Jane Tolerton: the forgotten Kiwi women of WWI

From Sunday Morning, 8:40 am on 5 November 2017

We may have been the first country to give women the vote, but the New Zealand women who served as doctors, ambulance drivers and munitions workers World War I have largely been left out of our written history – until now.

Jane Tolerton holding a photo of the NZ Volunteer Sisterhood before the first group left Wellington for Egypt in October 1915. Hatless in the middle is Ettie Rout, the one woman associated with NZ in WWI whose name is well known.

Jane Tolerton holding a photo of the NZ Volunteer Sisterhood before the first group left Wellington for Egypt in October 1915. Hatless in the middle is Ettie Rout, the one woman associated with NZ in WWI whose name is well known. Photo: Bev Short

Historian Jane Tolerton profiles some of the 1000-plus Kiwi women volunteers in the new book Make Her Praises Heard Afar - NZ Women Overseas in World War One.

Official WWI centenary celebrations here honoured 'those who fought' and 'those who stayed at home', but these women – who joined the overseas war effort independently – sit in the middle, Tolerton says.

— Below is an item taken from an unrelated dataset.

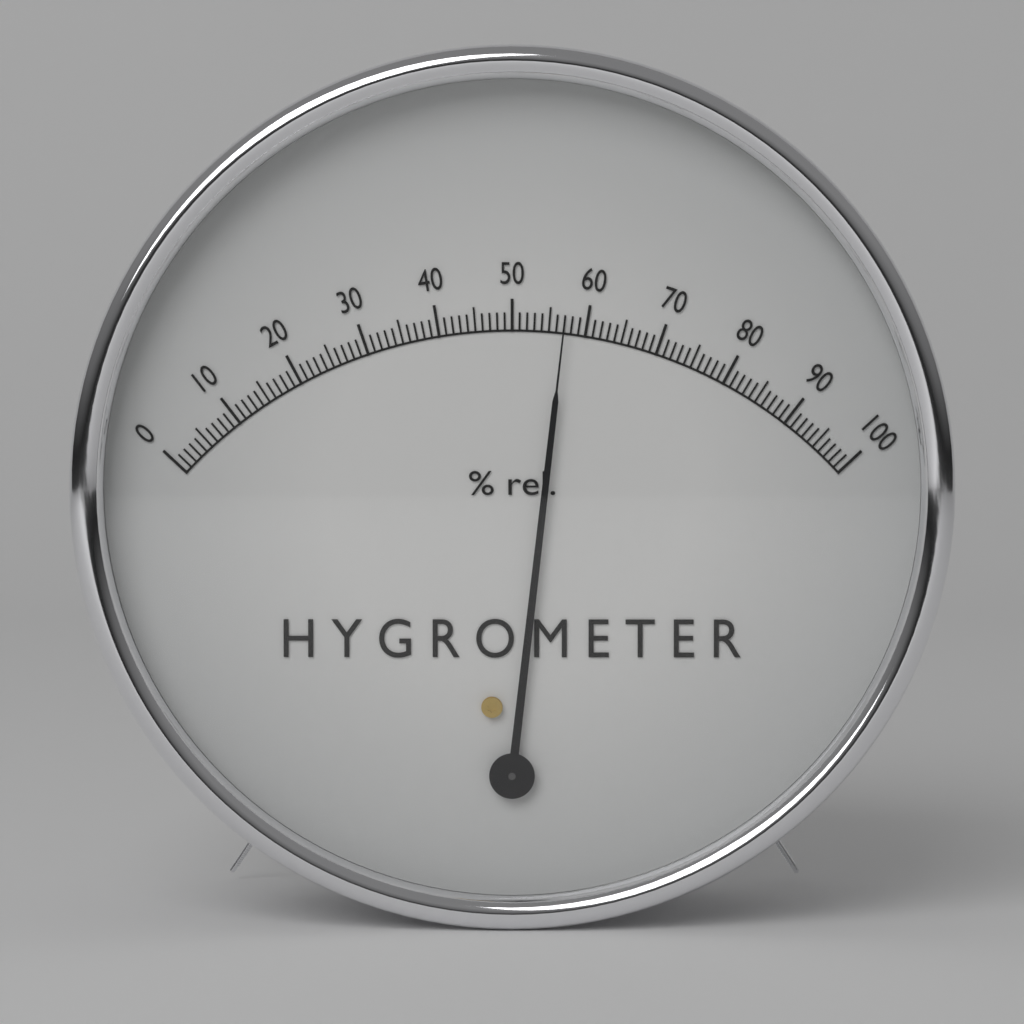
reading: 57 %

"We've got this idea that New Zealand women stayed home, they looked after farms and moved into more paid work than they had been and also did a lot of knitting and fundraising – all that, of course, is true – but then there's this other group of women who simply got into a ship, paid their ticket, went overseas."

Even the Head of the New Zealand Army Nursing Service Hester Maclean dismissed their efforts in her 1932 book Nursing in New Zealand.

"[Maclean is] so determined to vaunt the nurses that she really consciously pushes out the other women. She doesn't approve of 'untrained women' … and she's very overt about that."

Dr Agnes Bennett (left) of Wellington in Egypt, 1915, when she became the first woman doctor to work with a British military medical unit - with the New Zealanders in Cairo.

Dr Agnes Bennett (left) of Wellington in Egypt, 1915, when she became the first woman doctor to work with a British military medical unit - with the New Zealanders in Cairo. Photo: Supplied

When World War I started, you couldn't be in Britain and not be involved in the war effort in some way – Downton Abbey's transformation into a hospital is a case in point, Tolerton says.

Three Kiwi artists were on a painting holiday in France's Bay of Biscay when the fighting began and got caught up making shirts for French soldiers. They then went to Britain and became VADs (volunteer field nurses), later nursing Gallipoli veterans in Malta.

In 1918, Wellington ambulance driver Agnes 'Pickle' Pearce was awarded the MBE as recognition of her outstanding war work in England, but she has received no decoration back home, Tolerton says.

The "structural discrimination" that left these women out of the materials produced for the WWI centenary is partly because they generally worked for non-New Zealand governments.

"The funding has gone to men to write about men's things and it hasn't gone to women to write up the story of women."

The Kiwi women who served overseas are role models for today, Tolerton says.

"I hear people saying we need more women in management in New Zealand as if it's kind of our fault somehow. You look at World War I, you see New Zealand women managing things like field hospital units attached to the Serb army."